What is Mythology
Greek mythology.
The Greek Myths being a corpus of tales ex- pressed in different kinds of literature and visual arts, the tales of particular indi- viduals as Odysseus, Oidipous, Helene, Medeia and so forth. Understood in this sense, the definition of 'myth' is clear and simple, a group of identify able tales, which by corollary we consider as historically and otherwise 'untrue.' But while we can readily determine whether a tale was part of the corpus of Greek myths' or not, we have great difficulty in answering the question, what kind of phenomena 'myths' are, and in giving one single definition(Synnøve, 20).
Forms of mythology successively, of Oriental mythology, Occidental mythology, and what 1 propose to call creative mythology, as representing the re- maining natural divisions of this subject. For under the rubric "Oriental" can be readily comprised all the traditions of that broad and various, yet essentially unified, major province represented by the philosophical myths and mythological philosophies of India, Southeast Asia, China, and Japan-to which can be joined the earlier yet closely related mythological cosmologies of archaic Mesopotamia and Egypt, as well as the later, remoter, yet essentially comparable systems of pre-Columbian Middle America and Peru. And under the rubric "Occidental" the progressively, ethically oriented mythologies of Zoroastrianism, Judaism, Christianity, and Islam naturally fall, in relationship and counterplay to the Greco- Roman pantheons and the Celto-Germanic. And finally, as "creative mythology," will be considered that most important mythological tradition of the modern world, which can be said to have had its origin with the Greeks, to have come of age in the Renaissance, and to be flourishing today in continuous, healthy growth, in the works of those artists, poets, and philosophers of 4 the West for whom the wonder of the world itself as it is now being analyzed by science- is the ultimate revelation(Grant, 7).

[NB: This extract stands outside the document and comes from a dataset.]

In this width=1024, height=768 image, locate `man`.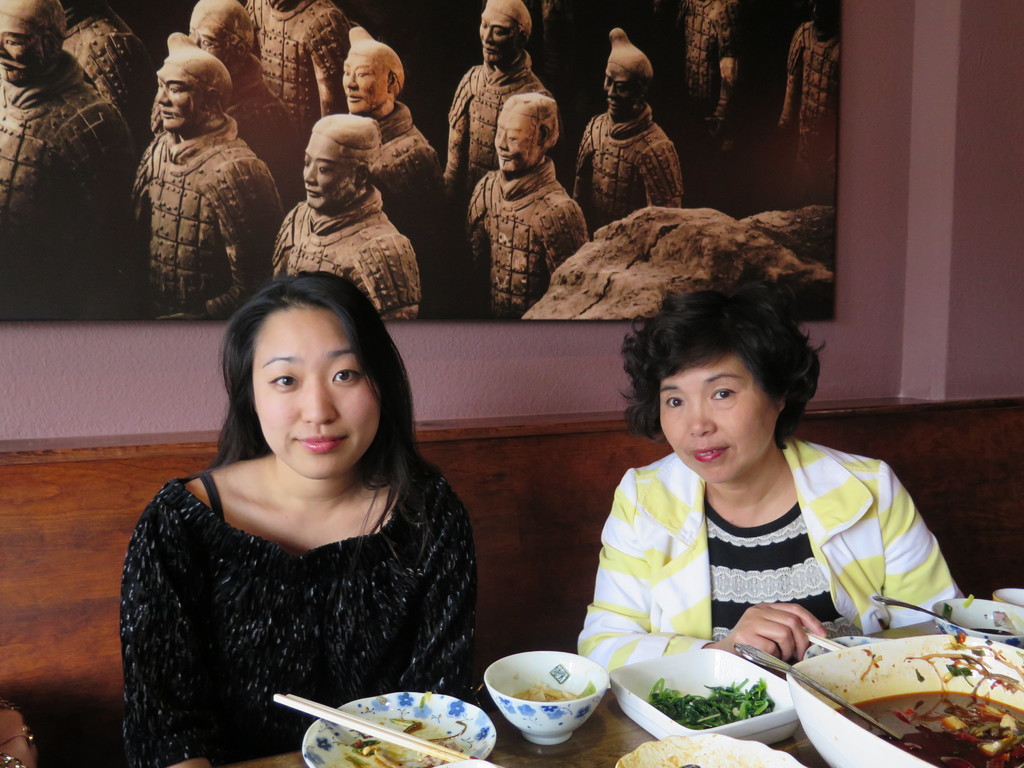
Bounding box: [678, 0, 742, 145].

The whole of Greek mythology will never be deciphered and translated. But can this be urged as an objection? There are many Greek words of which we cannot find a satisfactory etymology, even by the help of Sanskrit. Are we therefore to say that the whole Greek language has no etymological organization? If we find a rational principle in the formation of but a small portion of Greek words, we are justified in inferring that the same principle which manifests itself in part governed the organic growth of the whole; and though we cannot explain the etymological origin of all words, we should never say that language had no etymological origin, or that etymology "treats of a past which was never present." That the later Greeks, such as Homer and Hesiod, ignored thelogos of their muthoi .

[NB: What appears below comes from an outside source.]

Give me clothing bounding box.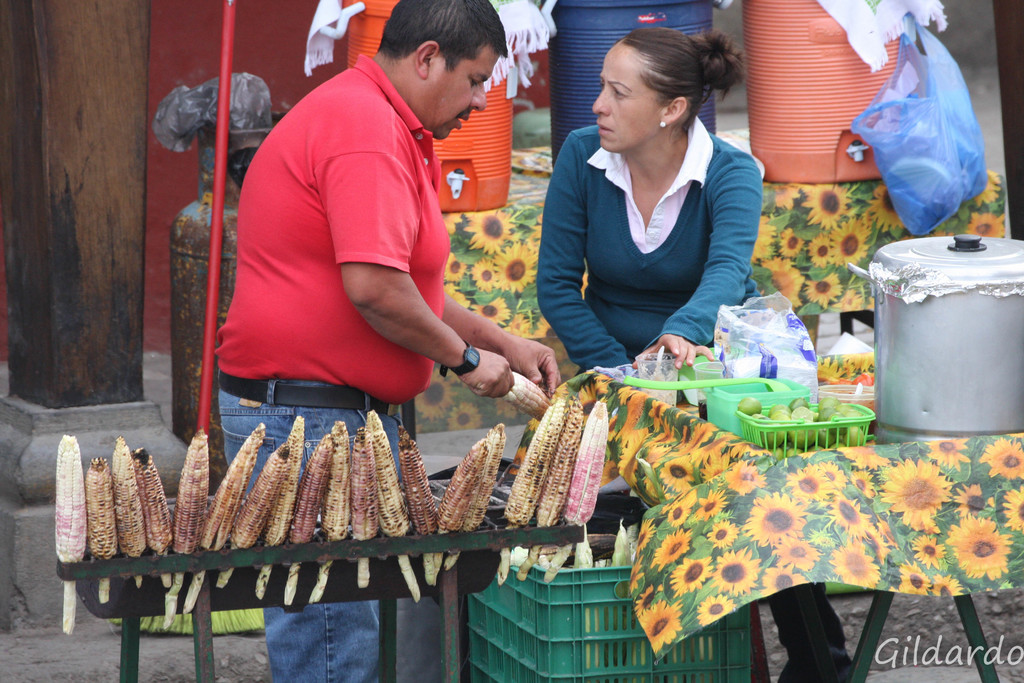
[left=519, top=105, right=824, bottom=671].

I fully admit, but they equally 5 ignored the real origin to etymon of their words. What applies to etymology, therefore, applies with equal force to mythology. It has been proved by comparative philology. that there is nothing irregular in language, and what was formerly considered as irregular in declension and conjugation is now recognized as the most regular and primitive formation of grammar. The same, we hope, may be accomplished in mythology, and instead of deriving it, as heretofore, "ab in genii humane imbecilities. et a dictions gestate," it will obtain its truer solution, ab in genii humane sapient et a dictions abundant." Mythology is only a dialect, an ancient form of language. Mythology, though chiefly concerned with nature, and here again mostly with those manifestations which bear the character of law, order, power, and wisdom impressed on them, was applicable to all things. Nothing is excluded from mythological expression; neither morals nor philosophy, neither history nor religion, have escaped the spell of that ancient sibyl. But mythology is neither philosophy, nor history, nor religion, nor ethics. It is, if we may use a scholastic expression, a quale, not a quid - something formal, not something substantial, and, like poetry, sculpture, and painting, applicable to nearly all that the ancient world could admire or adore (Müller, 143,144)
Bibliography
- Müller, Friedrich Max. "Comparative mythology." Myths and Mythologies. Routledge, 2016. 136-145
- Grant, Michael, and John Hazel. Who's who in Classical Mythology. Routledge, 2004.
- Des Bouvrie, Synnøve. "The definition of myth. Symbolical phenomena in ancient culture." (2002).